5 Novels That Embody the Lived Experience of Womanhood
From Elena Ferrante to Weike Wang, Life is in the Details
One of the reasons I wanted to write my novel, The Girl Who Never Read Noam Chomsky, was because I wanted to write about the pain and happiness and love and heartbreak of myself and the women in my life. It’s not often you read about a lot of what we live. The intricacies of our experiences are commonly overlooked or trivialized as unimportant or not exceptional. Traditionally narrative has valued the male perspective, or even what I would consider the societal structures of men: war, violence, power, women as reward. What I love about the books below is that they are none of that. These are stories about women that are uncompromising and unapologetic. These women unearth humanity in a way that is totally their own and that’s what make these stories so brilliant, and beautiful, and painful, and above all else worthy.
Elena Ferrante, The Neapolitan Novels
In her momentous series, The Neapolitan Novels, author Elena Ferrante chronicles the vividly complicated friendship of two women who grow up together in a small town in Naples. The narrative lasts decades, and while politics and war are a backdrop throughout, what is most essential to the story is what is most essential in all our stories: love, loss, sex, marriage, children, friendship, family, dreams, and everything in between. I’m in love with these books because Ferrante is as fearless a writer as they come. She does not use politics as a crutch to bring depth to her novels but rather trusts in her characters to be good enough and important enough all on their own.
Weike Wang, Chemistry
Weike Wang’s ambitious debut, Chemistry, takes us through the crisis of her young nameless protagonist just as she breaks up with her long time boyfriend and considers the question all of us must ask ourselves: what should I do with my life? Career, family, love, themes that are all less essential to plot and more essential to our understanding of this young woman as she sets off to figure out the person she is and the person she’d like to become. Wang writes the novel with no chapter breaks of any kind in what is almost a stream of consciousness like structure. The closeness we get to her character through a singular, very close perspective is refreshing and feels novel in current contemporary climate. By the end of the story we feel like we’re living along with the young woman as she finds meaning and motivation through introspection and imperfect resolution.
Anjali Joseph, Another Country
In her sophomore novel, Another Country, Anjali Joseph takes her protagonist through three cities, Paris, London, and Bombay, but this is not a novel about place. We see a young woman moving from backdrop to backdrop working to find footing as she forms relationships and lives the life of a young 20-something middle-class woman transitioning into adulthood. Criticized for being about nothing, I ate up every little bit of its nothingness like the best kind of comfort food. Ennui is not a space solely reserved for white male writers with white male protagonists, and I think Joseph proves that point with this lovely delectable book.
Margaret Atwood, Cat’s Eye
A lesser known of Atwood’s but my absolute favorite of all her novels, Cat’s Eye, tells the story of a woman who at 50 years old returns to her hometown of Toronto for a retrospective of her work. Being back in the place she grew up our protagonist becomes retrospective of much more than she anticipated when her memories of childhood become present and vivid as she meditates on family, friendships, and most particularly the viciousness of another girl who tormented her through much of her youth. What I find most admirable about this novel is the seriousness in which Atwood handles childhood. She paints it as neither warm nor destructive but rather precisely and artfully fully examines its complexity and necessity in the construction of identity.
Heidi Julavits, The Folded Clock
Heidi Julavits begins her memoir, “Today I wondered What is the worth of a day?” and I think that perfectly encapsulates so much of this vibrant book. In a diary kept over two years of her early 40s, Julavits allows her day-to-day to be her exploration of what makes life life. Each chapter is a little moment in time where Julavits reflects on her own identity and character through the lens of: mother, wife, lover, writer, woman, person. Tender and oftentimes hilarious, this book is the beautiful and specific exploration of the self expressed though the present living motion of its protagonist.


> **Work required**
Pictures do not belong in your copy. Repeat all the other data exactly.

> **Entries shown**
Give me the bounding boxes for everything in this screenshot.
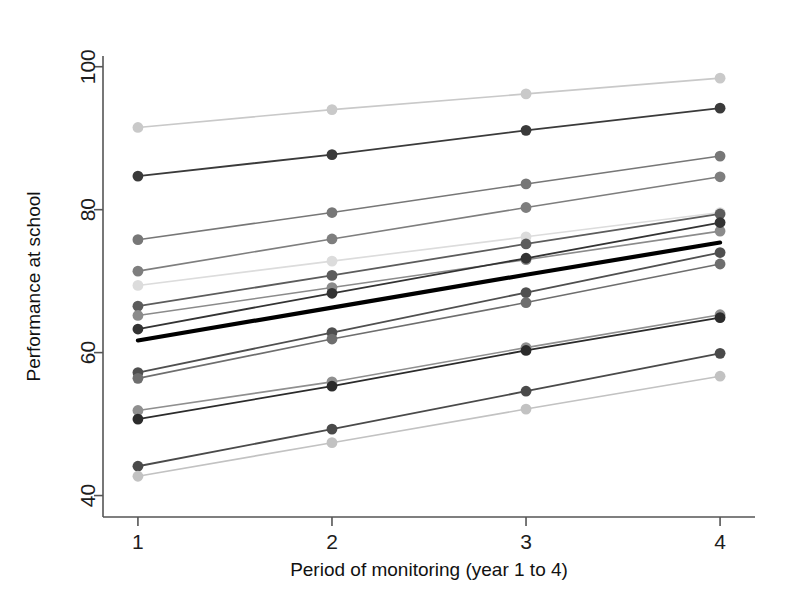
- series-line: [138, 78, 720, 127]
- chart-series: [133, 103, 726, 182]
- y-tick-label: 100: [76, 49, 99, 84]
- series-point: [715, 371, 726, 382]
- series-point: [715, 247, 726, 258]
- x-tick-label: 3: [520, 530, 532, 553]
- figure-panel: 4060801001234Period of monitoring (year …: [0, 0, 794, 609]
- line-chart: 4060801001234Period of monitoring (year …: [0, 0, 794, 609]
- series-point: [133, 373, 144, 384]
- series-point: [715, 259, 726, 270]
- series-point: [327, 234, 338, 245]
- chart-series: [133, 73, 726, 133]
- series-point: [715, 217, 726, 228]
- series-line: [138, 264, 720, 378]
- series-point: [715, 312, 726, 323]
- series-point: [133, 310, 144, 321]
- series-point: [521, 297, 532, 308]
- series-point: [133, 301, 144, 312]
- series-line: [138, 353, 720, 466]
- series-point: [327, 104, 338, 115]
- x-tick-label: 1: [132, 530, 144, 553]
- series-point: [327, 381, 338, 392]
- x-tick-label: 2: [326, 530, 338, 553]
- series-point: [327, 334, 338, 345]
- series-point: [327, 149, 338, 160]
- x-axis-title: Period of monitoring (year 1 to 4): [290, 559, 568, 580]
- series-point: [521, 287, 532, 298]
- series-point: [715, 103, 726, 114]
- series-point: [133, 471, 144, 482]
- series-point: [133, 461, 144, 472]
- series-line: [138, 315, 720, 411]
- series-point: [521, 125, 532, 136]
- series-point: [521, 253, 532, 264]
- series-point: [327, 437, 338, 448]
- series-point: [521, 239, 532, 250]
- series-point: [327, 207, 338, 218]
- series-point: [327, 288, 338, 299]
- series-point: [521, 404, 532, 415]
- series-point: [715, 171, 726, 182]
- series-point: [715, 151, 726, 162]
- y-tick-label: 80: [76, 198, 99, 221]
- series-line: [138, 231, 720, 315]
- series-point: [133, 280, 144, 291]
- chart-series: [133, 151, 726, 245]
- series-line: [138, 318, 720, 419]
- y-tick-label: 40: [76, 484, 99, 507]
- chart-series: [133, 371, 726, 482]
- series-point: [521, 88, 532, 99]
- y-tick-label: 60: [76, 341, 99, 364]
- chart-series: [133, 226, 726, 321]
- chart-series: [133, 348, 726, 472]
- x-tick-label: 4: [714, 530, 726, 553]
- series-point: [521, 345, 532, 356]
- series-point: [715, 73, 726, 84]
- series-point: [133, 171, 144, 182]
- y-axis-title: Performance at school: [23, 191, 44, 381]
- series-point: [133, 266, 144, 277]
- chart-labels-layer: 4060801001234Period of monitoring (year …: [23, 49, 726, 580]
- series-point: [327, 424, 338, 435]
- chart-series: [133, 217, 726, 334]
- series-line: [138, 108, 720, 176]
- series-point: [133, 234, 144, 245]
- series-point: [715, 348, 726, 359]
- chart-series: [133, 171, 726, 276]
- series-point: [521, 179, 532, 190]
- series-point: [521, 386, 532, 397]
- chart-series-layer: [133, 73, 726, 482]
- series-point: [521, 202, 532, 213]
- series-line: [138, 376, 720, 476]
- series-point: [133, 414, 144, 425]
- chart-series: [133, 207, 726, 291]
- series-point: [133, 122, 144, 133]
- series-point: [327, 256, 338, 267]
- series-point: [133, 324, 144, 335]
- series-point: [327, 270, 338, 281]
- chart-series: [133, 247, 726, 378]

> **Your solution**
Give me the bounding boxes for everything in this screenshot.
- series-line: [138, 78, 720, 127]
- chart-series: [133, 103, 726, 182]
- y-tick-label: 100: [76, 49, 99, 84]
- series-point: [715, 371, 726, 382]
- series-point: [715, 247, 726, 258]
- x-tick-label: 3: [520, 530, 532, 553]
- figure-panel: 4060801001234Period of monitoring (year …: [0, 0, 794, 609]
- line-chart: 4060801001234Period of monitoring (year …: [0, 0, 794, 609]
- series-point: [133, 373, 144, 384]
- series-point: [715, 259, 726, 270]
- series-point: [327, 234, 338, 245]
- chart-series: [133, 73, 726, 133]
- series-point: [715, 217, 726, 228]
- series-line: [138, 264, 720, 378]
- series-point: [715, 312, 726, 323]
- series-point: [133, 310, 144, 321]
- series-point: [521, 297, 532, 308]
- series-point: [133, 301, 144, 312]
- series-line: [138, 353, 720, 466]
- series-point: [327, 104, 338, 115]
- x-tick-label: 1: [132, 530, 144, 553]
- series-point: [327, 381, 338, 392]
- x-tick-label: 2: [326, 530, 338, 553]
- series-point: [327, 334, 338, 345]
- series-point: [327, 149, 338, 160]
- x-axis-title: Period of monitoring (year 1 to 4): [290, 559, 568, 580]
- series-point: [521, 287, 532, 298]
- series-point: [715, 103, 726, 114]
- series-point: [133, 471, 144, 482]
- series-point: [133, 461, 144, 472]
- series-line: [138, 315, 720, 411]
- series-point: [521, 125, 532, 136]
- series-point: [521, 253, 532, 264]
- series-point: [327, 437, 338, 448]
- series-point: [521, 239, 532, 250]
- series-point: [327, 207, 338, 218]
- series-point: [327, 288, 338, 299]
- series-point: [521, 404, 532, 415]
- series-point: [715, 171, 726, 182]
- series-point: [715, 151, 726, 162]
- y-tick-label: 80: [76, 198, 99, 221]
- series-line: [138, 231, 720, 315]
- series-point: [133, 280, 144, 291]
- chart-series: [133, 151, 726, 245]
- series-line: [138, 318, 720, 419]
- y-tick-label: 40: [76, 484, 99, 507]
- chart-series: [133, 371, 726, 482]
- series-point: [521, 88, 532, 99]
- y-tick-label: 60: [76, 341, 99, 364]
- chart-series: [133, 226, 726, 321]
- chart-series: [133, 348, 726, 472]
- x-tick-label: 4: [714, 530, 726, 553]
- series-point: [521, 345, 532, 356]
- series-point: [715, 73, 726, 84]
- series-point: [133, 171, 144, 182]
- y-axis-title: Performance at school: [23, 191, 44, 381]
- series-point: [133, 266, 144, 277]
- chart-labels-layer: 4060801001234Period of monitoring (year …: [23, 49, 726, 580]
- series-point: [327, 424, 338, 435]
- chart-series: [133, 217, 726, 334]
- series-line: [138, 108, 720, 176]
- series-point: [133, 234, 144, 245]
- series-point: [715, 348, 726, 359]
- chart-series: [133, 171, 726, 276]
- series-point: [521, 179, 532, 190]
- series-point: [521, 386, 532, 397]
- chart-series-layer: [133, 73, 726, 482]
- series-point: [521, 202, 532, 213]
- series-line: [138, 376, 720, 476]
- series-point: [133, 414, 144, 425]
- chart-series: [133, 207, 726, 291]
- series-point: [133, 122, 144, 133]
- series-point: [327, 256, 338, 267]
- series-point: [133, 324, 144, 335]
- series-point: [327, 270, 338, 281]
- chart-series: [133, 247, 726, 378]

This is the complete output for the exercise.